Similar to this question but the advice given doesn't seem to work in my case
I have a #temp table that looks something like this:
CREATE TABLE #C (
OutA int,
OutB int,
OutC int,
SortD float,
PartE nvarchar(400),
PartF nvarchar(400)
)
For now it contains approx. 10M rows, although I need it to work with many more rows than this (I've limited it so that checking the query plan doesn't take all day!)
This table has the following indexes and statistics:
CREATE INDEX B ON #C(SortD DESC) INCLUDE (OutA, OutB, OutC)
CREATE INDEX C ON #C(PartE, SortD DESC) INCLUDE (OutA, OutB, OutC)
CREATE INDEX D ON #C(PartF, SortD DESC) INCLUDE (OutA, OutB, OutC)
CREATE STATISTICS E ON #C (OutA);
CREATE STATISTICS F ON #C (OutB);
CREATE STATISTICS G ON #C (OutC);
(I'm not sure why the statistics are needed, it seemed to make no difference to the plan, yet it complained when they were missing)
Finally, I am trying to create 3 different rankings on this data using different partitions but the same sort order
SELECT OutA,
OutB,
OutC,
RANK() OVER (ORDER BY SortD DESC) AS [Rank1],
RANK() OVER (PARTITION BY PartE ORDER BY SortD DESC) AS [Rank2],
RANK() OVER (PARTITION BY PartF ORDER BY SortD DESC) AS [Rank3]
INTO #Junk1
FROM #C
This produces this actual query plan
This takes nearly 2 mins to run.
As you can see, there are multiple expensive sorts in this plan. According to the linked question the indexes that I've created should be useable here, yet they are not used.
If I instead create 3 separate queries, 1 for each rank, in this case the indexes are used as expected. I did try to make use of this and join the 3 query results to produce the same output, but this actually took very slightly longer overall
I also tried modifying the indexes to include the partition columns as follows:
CREATE INDEX B ON #C(SortD DESC) INCLUDE (OutA, OutB, OutC, PartE, PartF)
CREATE INDEX C ON #C(PartE, SortD DESC) INCLUDE (OutA, OutB, OutC, PartF)
CREATE INDEX D ON #C(PartF, SortD DESC) INCLUDE (OutA, OutB, OutC, PartE)
This succeeded in removing the first (rightmost) sort, by changing from a tablescan to an index scan (B). But the other sorts remain
Why are the indexes not used when multiple rankings are required? How can I eliminate the expensive sorts?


• [WORK INSTRUCTION] Down to the last line, repeat the entries exactly.

━━━ RECORDS FOR THE TASK ━━━

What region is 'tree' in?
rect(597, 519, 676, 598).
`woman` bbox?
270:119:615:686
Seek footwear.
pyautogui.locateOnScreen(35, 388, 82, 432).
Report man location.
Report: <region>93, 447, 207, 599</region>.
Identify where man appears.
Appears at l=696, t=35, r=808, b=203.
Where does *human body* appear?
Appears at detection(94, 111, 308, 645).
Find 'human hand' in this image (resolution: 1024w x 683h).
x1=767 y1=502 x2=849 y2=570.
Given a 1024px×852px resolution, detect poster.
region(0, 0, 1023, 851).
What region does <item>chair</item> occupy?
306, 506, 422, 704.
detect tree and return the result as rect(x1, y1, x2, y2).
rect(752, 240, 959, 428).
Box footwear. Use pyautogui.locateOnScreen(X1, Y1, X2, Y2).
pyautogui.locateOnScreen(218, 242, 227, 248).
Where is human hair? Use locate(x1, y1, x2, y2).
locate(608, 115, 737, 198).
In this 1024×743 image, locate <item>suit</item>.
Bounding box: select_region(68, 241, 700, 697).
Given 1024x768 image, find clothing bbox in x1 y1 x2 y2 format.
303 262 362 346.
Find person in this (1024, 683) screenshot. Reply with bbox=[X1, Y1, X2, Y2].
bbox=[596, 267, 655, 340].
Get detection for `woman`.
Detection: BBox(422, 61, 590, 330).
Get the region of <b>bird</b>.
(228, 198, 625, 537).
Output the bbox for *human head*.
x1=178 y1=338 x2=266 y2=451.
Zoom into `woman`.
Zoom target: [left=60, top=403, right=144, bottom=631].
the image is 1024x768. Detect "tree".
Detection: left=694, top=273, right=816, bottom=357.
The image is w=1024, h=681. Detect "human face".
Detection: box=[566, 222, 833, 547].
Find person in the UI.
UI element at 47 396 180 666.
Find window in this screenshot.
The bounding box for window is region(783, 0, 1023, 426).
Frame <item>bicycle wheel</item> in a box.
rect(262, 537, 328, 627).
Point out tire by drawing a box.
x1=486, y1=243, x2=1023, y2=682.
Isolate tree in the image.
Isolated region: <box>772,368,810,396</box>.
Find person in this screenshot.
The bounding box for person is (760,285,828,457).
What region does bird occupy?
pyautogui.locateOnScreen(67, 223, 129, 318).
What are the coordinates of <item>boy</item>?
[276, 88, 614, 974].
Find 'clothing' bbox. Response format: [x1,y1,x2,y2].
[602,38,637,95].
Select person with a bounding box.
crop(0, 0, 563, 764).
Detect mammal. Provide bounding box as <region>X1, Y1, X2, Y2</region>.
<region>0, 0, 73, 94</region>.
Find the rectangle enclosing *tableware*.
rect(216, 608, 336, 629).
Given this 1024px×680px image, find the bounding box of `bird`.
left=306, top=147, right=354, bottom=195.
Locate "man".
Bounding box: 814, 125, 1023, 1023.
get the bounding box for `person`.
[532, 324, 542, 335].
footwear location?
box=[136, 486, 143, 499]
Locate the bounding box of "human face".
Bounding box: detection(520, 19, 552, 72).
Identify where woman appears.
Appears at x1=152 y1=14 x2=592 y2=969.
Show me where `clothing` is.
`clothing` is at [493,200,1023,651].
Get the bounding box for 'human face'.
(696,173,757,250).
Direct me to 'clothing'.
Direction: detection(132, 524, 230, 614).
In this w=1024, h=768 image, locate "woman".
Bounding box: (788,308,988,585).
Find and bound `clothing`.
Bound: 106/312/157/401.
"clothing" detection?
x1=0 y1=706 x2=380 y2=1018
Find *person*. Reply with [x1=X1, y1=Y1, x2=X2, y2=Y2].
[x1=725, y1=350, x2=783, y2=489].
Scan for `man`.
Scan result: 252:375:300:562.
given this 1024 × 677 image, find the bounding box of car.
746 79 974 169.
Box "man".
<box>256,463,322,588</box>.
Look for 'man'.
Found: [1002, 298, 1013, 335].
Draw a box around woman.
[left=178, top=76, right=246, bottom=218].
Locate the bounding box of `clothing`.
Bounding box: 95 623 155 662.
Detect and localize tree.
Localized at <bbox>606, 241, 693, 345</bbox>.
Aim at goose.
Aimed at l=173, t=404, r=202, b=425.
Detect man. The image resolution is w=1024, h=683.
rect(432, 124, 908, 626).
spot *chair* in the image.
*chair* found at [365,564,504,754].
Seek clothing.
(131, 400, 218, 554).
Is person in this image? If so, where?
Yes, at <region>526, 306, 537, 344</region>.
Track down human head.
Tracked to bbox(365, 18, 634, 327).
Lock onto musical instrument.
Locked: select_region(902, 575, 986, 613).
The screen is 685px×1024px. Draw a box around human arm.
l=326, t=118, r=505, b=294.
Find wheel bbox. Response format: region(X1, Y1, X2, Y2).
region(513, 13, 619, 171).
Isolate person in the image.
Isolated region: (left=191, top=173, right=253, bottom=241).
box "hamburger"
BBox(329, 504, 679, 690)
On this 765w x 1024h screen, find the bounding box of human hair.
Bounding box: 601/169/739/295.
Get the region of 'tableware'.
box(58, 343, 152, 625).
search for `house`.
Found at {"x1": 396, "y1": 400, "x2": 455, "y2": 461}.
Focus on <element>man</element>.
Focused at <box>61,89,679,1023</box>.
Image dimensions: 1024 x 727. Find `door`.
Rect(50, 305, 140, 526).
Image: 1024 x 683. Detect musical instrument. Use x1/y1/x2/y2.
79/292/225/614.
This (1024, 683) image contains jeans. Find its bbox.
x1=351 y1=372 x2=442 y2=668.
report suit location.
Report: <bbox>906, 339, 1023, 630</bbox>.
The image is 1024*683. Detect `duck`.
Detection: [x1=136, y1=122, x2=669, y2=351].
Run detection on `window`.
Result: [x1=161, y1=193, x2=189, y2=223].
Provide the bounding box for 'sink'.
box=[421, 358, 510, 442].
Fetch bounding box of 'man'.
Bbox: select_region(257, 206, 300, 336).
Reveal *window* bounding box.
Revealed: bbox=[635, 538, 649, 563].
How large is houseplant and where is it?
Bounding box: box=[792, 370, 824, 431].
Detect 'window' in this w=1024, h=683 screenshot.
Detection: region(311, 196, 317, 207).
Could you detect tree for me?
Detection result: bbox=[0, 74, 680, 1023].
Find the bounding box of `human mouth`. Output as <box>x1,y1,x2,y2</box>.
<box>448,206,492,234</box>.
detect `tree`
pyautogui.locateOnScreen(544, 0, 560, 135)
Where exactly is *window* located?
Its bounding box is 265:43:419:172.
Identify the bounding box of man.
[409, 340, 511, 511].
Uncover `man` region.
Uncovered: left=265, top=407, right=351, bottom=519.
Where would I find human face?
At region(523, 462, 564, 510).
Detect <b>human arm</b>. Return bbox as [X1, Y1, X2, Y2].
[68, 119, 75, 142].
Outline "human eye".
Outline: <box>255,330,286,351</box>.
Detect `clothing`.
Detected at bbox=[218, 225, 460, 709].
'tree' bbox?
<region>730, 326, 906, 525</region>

━━━

• [RESPONSE BELOW]
What region is 'tree' in?
rect(597, 519, 676, 598).
`woman` bbox?
270:119:615:686
Seek footwear.
pyautogui.locateOnScreen(35, 388, 82, 432).
Report man location.
Report: <region>93, 447, 207, 599</region>.
Identify where man appears.
Appears at l=696, t=35, r=808, b=203.
Where does *human body* appear?
Appears at detection(94, 111, 308, 645).
Find 'human hand' in this image (resolution: 1024w x 683h).
x1=767 y1=502 x2=849 y2=570.
Given a 1024px×852px resolution, detect poster.
region(0, 0, 1023, 851).
What region does <item>chair</item> occupy?
306, 506, 422, 704.
detect tree and return the result as rect(x1, y1, x2, y2).
rect(752, 240, 959, 428).
Box footwear. Use pyautogui.locateOnScreen(X1, Y1, X2, Y2).
pyautogui.locateOnScreen(218, 242, 227, 248).
Where is human hair? Use locate(x1, y1, x2, y2).
locate(608, 115, 737, 198).
In this 1024×743 image, locate <item>suit</item>.
Bounding box: select_region(68, 241, 700, 697).
Given 1024x768 image, find clothing bbox in x1 y1 x2 y2 format.
303 262 362 346.
Find person in this (1024, 683) screenshot. Reply with bbox=[X1, Y1, X2, Y2].
bbox=[596, 267, 655, 340].
Get detection for `woman`.
Detection: BBox(422, 61, 590, 330).
Get the region of <b>bird</b>.
(228, 198, 625, 537).
Output the bbox for *human head*.
x1=178 y1=338 x2=266 y2=451.
Zoom into `woman`.
Zoom target: [left=60, top=403, right=144, bottom=631].
the image is 1024x768. Detect "tree".
Detection: left=694, top=273, right=816, bottom=357.
The image is w=1024, h=681. Detect "human face".
Detection: box=[566, 222, 833, 547].
Find person in the UI.
UI element at 47 396 180 666.
Find window in this screenshot.
The bounding box for window is region(783, 0, 1023, 426).
Frame <item>bicycle wheel</item> in a box.
rect(262, 537, 328, 627).
Point out tire by drawing a box.
x1=486, y1=243, x2=1023, y2=682.
Isolate tree in the image.
Isolated region: <box>772,368,810,396</box>.
Find person in this screenshot.
The bounding box for person is (760,285,828,457).
What region does bird occupy?
pyautogui.locateOnScreen(67, 223, 129, 318).
What are the coordinates of <item>boy</item>?
[276, 88, 614, 974].
Find 'clothing' bbox. Response format: [x1,y1,x2,y2].
[602,38,637,95].
Select person with a bounding box.
crop(0, 0, 563, 764).
Detect mammal. Provide bounding box as <region>X1, Y1, X2, Y2</region>.
<region>0, 0, 73, 94</region>.
Find the rectangle enclosing *tableware*.
rect(216, 608, 336, 629).
Given this 1024px×680px image, find the bounding box of `bird`.
left=306, top=147, right=354, bottom=195.
Locate "man".
Bounding box: 814, 125, 1023, 1023.
get the bounding box for `person`.
[532, 324, 542, 335].
footwear location?
box=[136, 486, 143, 499]
Locate the bounding box of "human face".
Bounding box: detection(520, 19, 552, 72).
Identify where woman appears.
Appears at x1=152 y1=14 x2=592 y2=969.
Show me where `clothing` is.
`clothing` is at [493,200,1023,651].
Get the bounding box for 'human face'.
(696,173,757,250).
Direct me to 'clothing'.
Direction: detection(132, 524, 230, 614).
In this w=1024, h=768 image, locate "woman".
Bounding box: (788,308,988,585).
Find and bound `clothing`.
Bound: 106/312/157/401.
"clothing" detection?
x1=0 y1=706 x2=380 y2=1018
Find *person*. Reply with [x1=X1, y1=Y1, x2=X2, y2=Y2].
[x1=725, y1=350, x2=783, y2=489].
Scan for `man`.
Scan result: 252:375:300:562.
given this 1024 × 677 image, find the bounding box of car.
746 79 974 169.
Box "man".
<box>256,463,322,588</box>.
Look for 'man'.
Found: [1002, 298, 1013, 335].
Draw a box around woman.
[left=178, top=76, right=246, bottom=218].
Locate the bounding box of `clothing`.
Bounding box: 95 623 155 662.
Detect and localize tree.
Localized at <bbox>606, 241, 693, 345</bbox>.
Aim at goose.
Aimed at l=173, t=404, r=202, b=425.
Detect man. The image resolution is w=1024, h=683.
rect(432, 124, 908, 626).
spot *chair* in the image.
*chair* found at [365,564,504,754].
Seek clothing.
(131, 400, 218, 554).
Is person in this image? If so, where?
Yes, at <region>526, 306, 537, 344</region>.
Track down human head.
Tracked to bbox(365, 18, 634, 327).
Lock onto musical instrument.
Locked: select_region(902, 575, 986, 613).
The screen is 685px×1024px. Draw a box around human arm.
l=326, t=118, r=505, b=294.
Find wheel bbox. Response format: region(X1, Y1, X2, Y2).
region(513, 13, 619, 171).
Isolate person in the image.
Isolated region: (left=191, top=173, right=253, bottom=241).
box "hamburger"
BBox(329, 504, 679, 690)
On this 765w x 1024h screen, find the bounding box of human hair.
Bounding box: 601/169/739/295.
Get the region of 'tableware'.
box(58, 343, 152, 625).
search for `house`.
Found at {"x1": 396, "y1": 400, "x2": 455, "y2": 461}.
Focus on <element>man</element>.
Focused at <box>61,89,679,1023</box>.
Image dimensions: 1024 x 727. Find `door`.
Rect(50, 305, 140, 526).
Image: 1024 x 683. Detect musical instrument. Use x1/y1/x2/y2.
79/292/225/614.
This (1024, 683) image contains jeans. Find its bbox.
x1=351 y1=372 x2=442 y2=668.
report suit location.
Report: <bbox>906, 339, 1023, 630</bbox>.
The image is 1024*683. Detect `duck`.
Detection: [x1=136, y1=122, x2=669, y2=351].
Run detection on `window`.
Result: [x1=161, y1=193, x2=189, y2=223].
Provide the bounding box for 'sink'.
box=[421, 358, 510, 442].
Fetch bounding box of 'man'.
Bbox: select_region(257, 206, 300, 336).
Reveal *window* bounding box.
Revealed: bbox=[635, 538, 649, 563].
How large is houseplant and where is it?
Bounding box: box=[792, 370, 824, 431].
Detect 'window' in this w=1024, h=683 screenshot.
Detection: region(311, 196, 317, 207).
Could you detect tree for me?
Detection result: bbox=[0, 74, 680, 1023].
Find the bounding box of `human mouth`. Output as <box>x1,y1,x2,y2</box>.
<box>448,206,492,234</box>.
detect `tree`
pyautogui.locateOnScreen(544, 0, 560, 135)
Where exactly is *window* located?
Its bounding box is 265:43:419:172.
Identify the bounding box of man.
[409, 340, 511, 511].
Uncover `man` region.
Uncovered: left=265, top=407, right=351, bottom=519.
Where would I find human face?
At region(523, 462, 564, 510).
Detect <b>human arm</b>. Return bbox as [X1, Y1, X2, Y2].
[68, 119, 75, 142].
Outline "human eye".
Outline: <box>255,330,286,351</box>.
Detect `clothing`.
Detected at bbox=[218, 225, 460, 709].
'tree' bbox?
<region>730, 326, 906, 525</region>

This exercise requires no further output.